Melania took a deep breath, forcing herself to remain composed.

“Balance cannot be found by avoiding the truth. If we want to understand what’s wrong with our Eternity, we must face its heart.”

Endar stood slightly apart, silent. His gaze was fixed on the Nexus, but his expression betrayed more than simple curiosity. He knew this sphere could reveal more than they were ready to face.

“Then we begin,” he finally said.

Melania nodded and raised the Nexus above her head. The sphere flared to life, blinding them with its radiance. The space around them twisted — threads of light and shadow, woven into the fabric of the Nexus, came alive, spiraling around them in an illusion of infinite motion.

“What is this?” Kairen shouted, shielding his eyes with his arm.

“It’s the beginning,” Melania replied, though she was unsure of her own words.

The light grew sharper until it burst, leaving them in a place entirely detached from reality. They stood on a smooth surface resembling black glass, which reflected their every movement. Above them stretched a void, pierced only by thin threads of light twisting into infinity.

“Where are we?” Kairen asked, glancing around.

“This is the mirror of our creation,” Endar said quietly. “What Eternity truly is — stripped of pretense and masks.”

The Nexus pulsed again, and before them appeared a colossal sphere of light and shadow — the embodiment of their Eternity. But its appearance made them recoil. The sphere was fractured, its surface riddled with pulsating cracks leaking darkness.

“Our Eternity…” Melania whispered, horror creeping into her voice.

“It’s breaking,” Endar said dryly, stepping closer.

“Why?” Kairen demanded, his voice edged with frustration. “We created it. We gave it a foundation. Why is it falling apart?”

“Because it reflects us,” Endar replied, turning to them with a sorrowful gaze. “Our fears, our doubts, our contradictions.
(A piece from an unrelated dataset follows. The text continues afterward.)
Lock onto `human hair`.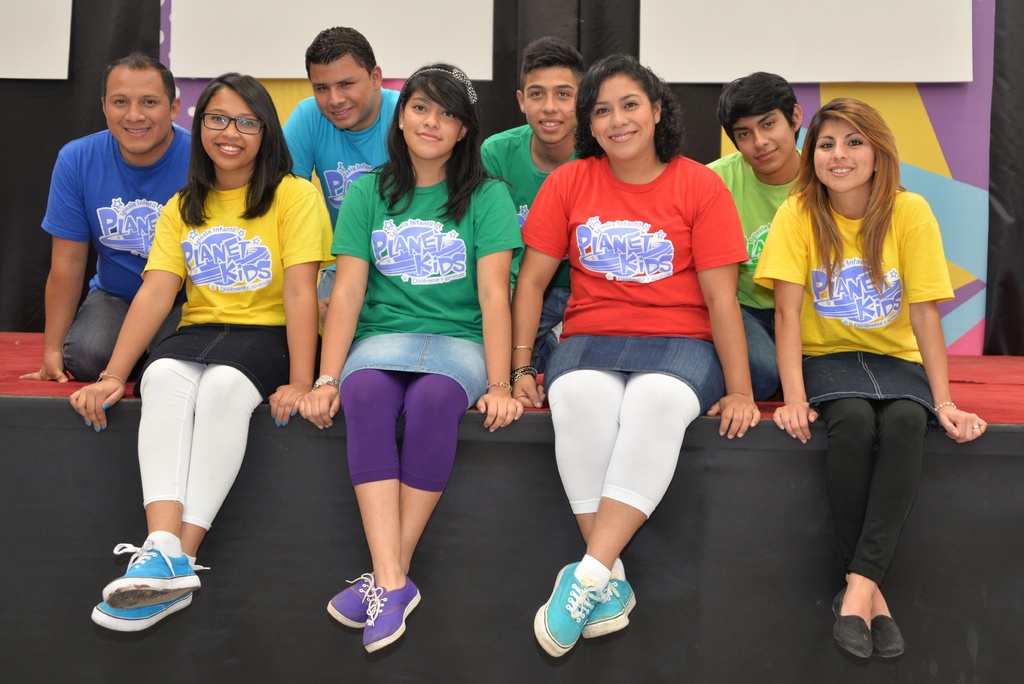
Locked: 785/95/910/305.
All of it is woven into its fabric.”

Melania felt a cold weight settle over her heart. She stepped closer to the sphere and touched one of the cracks. The moment her fingers made contact, a vision enveloped her.

She saw the moment of their creation. Eternity had been born of light, but shadows had lurked around its edges, unnoticed. Her own fears for the future, her doubts about their choices, her need for control — all of it had seeped into the foundation of the world they had built.
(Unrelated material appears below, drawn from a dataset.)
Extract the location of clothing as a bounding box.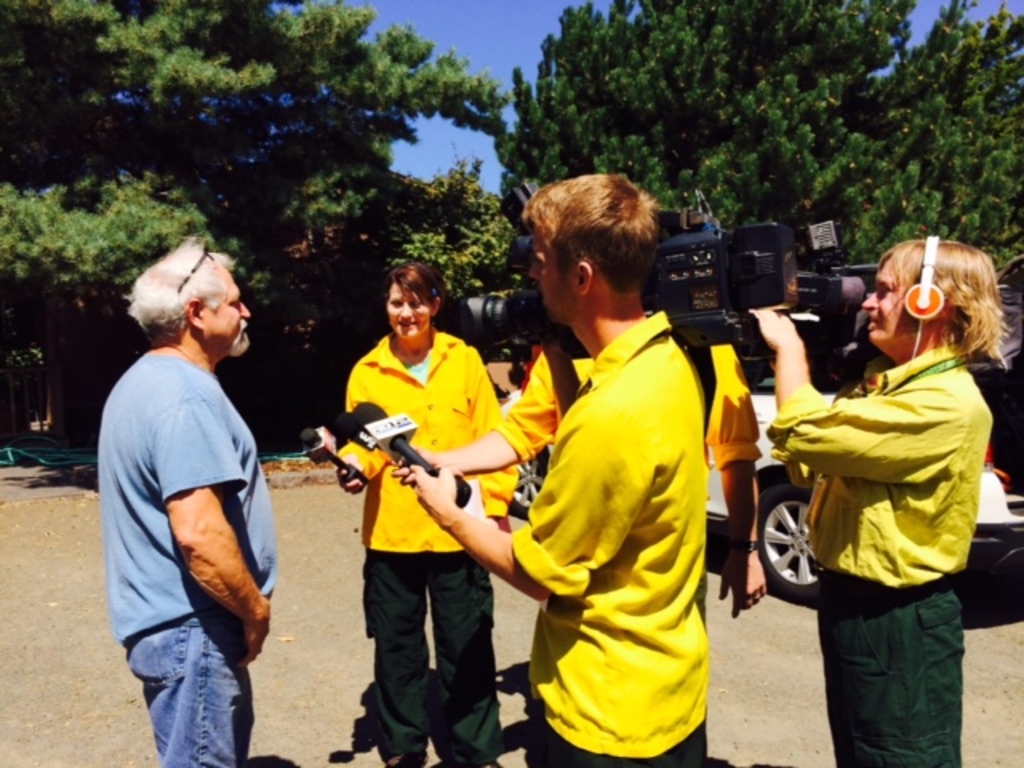
box(482, 338, 758, 510).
When the vision faded, her legs gave way, and she fell to her knees.

“This is our fault,” she said, her voice trembling as she bowed her head. “We couldn’t create a pure Eternity because we were flawed ourselves.”
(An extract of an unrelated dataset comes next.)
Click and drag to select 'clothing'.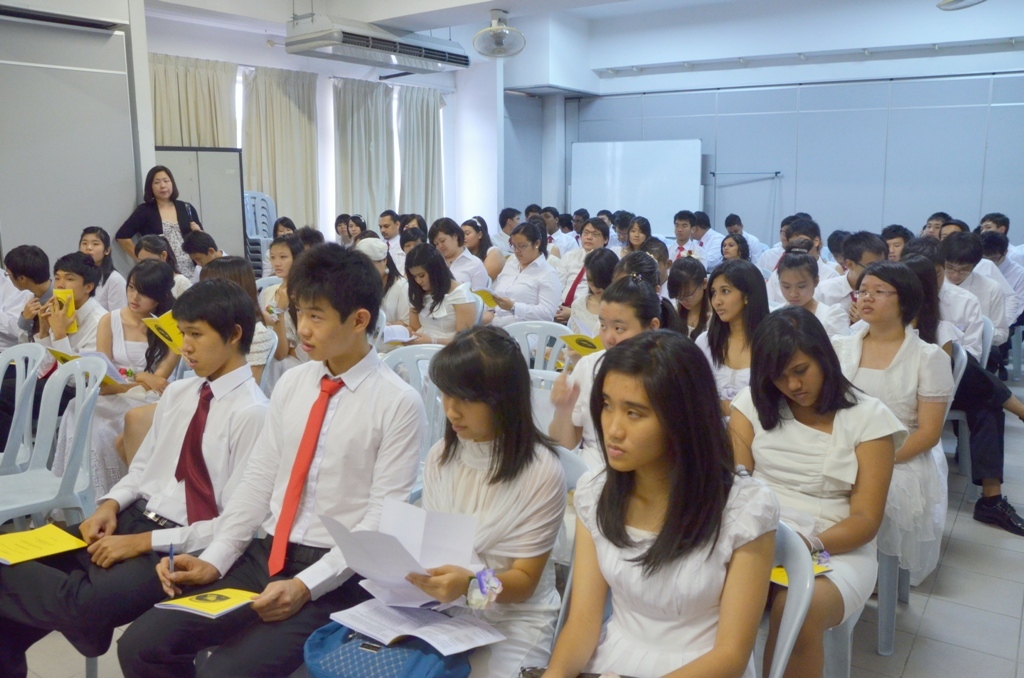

Kairen gritted his teeth, struggling to process what he’d seen.

“So what now? Do we just let it crumble?”

“No,” Endar said firmly. He turned to them, his gaze cold and resolute. “We can’t allow that. But to fix Eternity, we’ll need to fix ourselves.”

“And how do we do that?” Kairen asked, crossing his arms defensively.

“First, we accept the truth,” Endar said, extending a hand to Melania to help her rise. “Then, we learn to live with it. Balance isn’t about perfection; it’s about harmony between light and shadow.”

Melania, though her heart was heavy with guilt, felt a faint spark of hope.

“Then we need to understand these cracks,” she said, clutching the Nexus tightly. “If we can learn their nature, we can find a way to heal them.”

The Nexus flared again, and the sphere of Eternity began to shift, revealing scenes of the past, exposing their deepest mistakes.

Each vision was painful, but they knew there was no other path. They weren’t just fighting for Eternity; they were fighting for themselves.